Both produce effective medial deltoid stimulus. The cable provides greater freedom of movement and allows multiple variation options including cross-body and leaning positions. The machine provides a fixed movement path that some trainees find easier to control and reduces the skill requirement of the exercise.
For trainees who struggle to feel the medial deltoid working during free cable lateral raises, the machine can be a useful teaching tool to establish the mind-muscle connection before returning to cable variations. Neither is definitively superior for hypertrophy when volume and proximity to failure are equated.
How do I know if my upper trap is taking over during lateral raises?
The primary indicator is where you feel the exercise. Medial deltoid work produces a burning sensation in the outer middle portion of the shoulder, directly above the lateral edge of the acromion. Upper trap overactivation produces fatigue and pump in the muscle running from the neck to the shoulder tip.
If you feel lateral raises in your neck or the ridge from neck to shoulder rather than the lateral shoulder, the trap is dominating. Common causes are excessive weight, shrugging at the start of the movement, or insufficient shoulder packing before beginning the raise. Depress the shoulder blade actively before each rep to inhibit the upper trap and force the deltoid to initiate the movement.

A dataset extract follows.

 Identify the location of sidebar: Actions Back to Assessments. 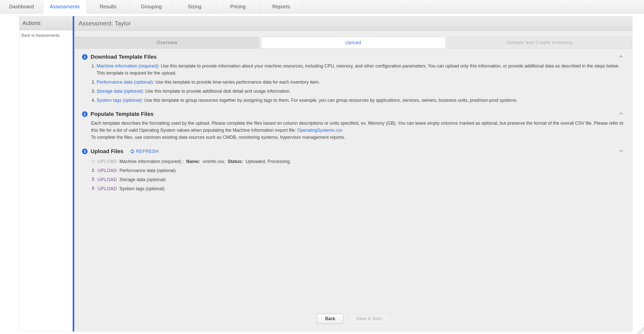
(46, 174).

Can I train lateral raises every day?
Daily lateral raise training is practised by some competitive bodybuilders and produces results at high training frequencies. For recreational trainees, two to three sessions per week with adequate recovery between sessions produces the best combination of stimulus and recovery for most individuals.
If performing lateral raises daily, volume per session must be reduced to prevent cumulative shoulder joint stress. Two to three sets per session daily is manageable. Six to eight sets per session daily accumulates more joint stress than most trainees can recover from without negative effects on shoulder health.
- The lateral raise produces the highest medial deltoid activation of all shoulder exercises tested, including the shoulder press. No pressing variation substitutes for lateral raise work.
- Cable and dumbbell lateral raises produce equivalent lateral deltoid hypertrophy when range of motion and volume are matched. The cable’s practical advantage is constant tension at the bottom and easier load incrementation.
- Lead with the elbow, stop at shoulder height, and control the eccentric for 2 to 3 seconds. These three technique points determine whether the medial deltoid or the upper trapezius receives the training stimulus.
- The cross-body cable lateral raise maximises stretched-position loading of the medial deltoid and is the preferred variation for trainees who find standard lateral raises produce more trap than deltoid activation.
- Programme lateral raises after pressing work, at 12 to 20 reps per set, across 2 to 3 sessions per week for complete medial deltoid development.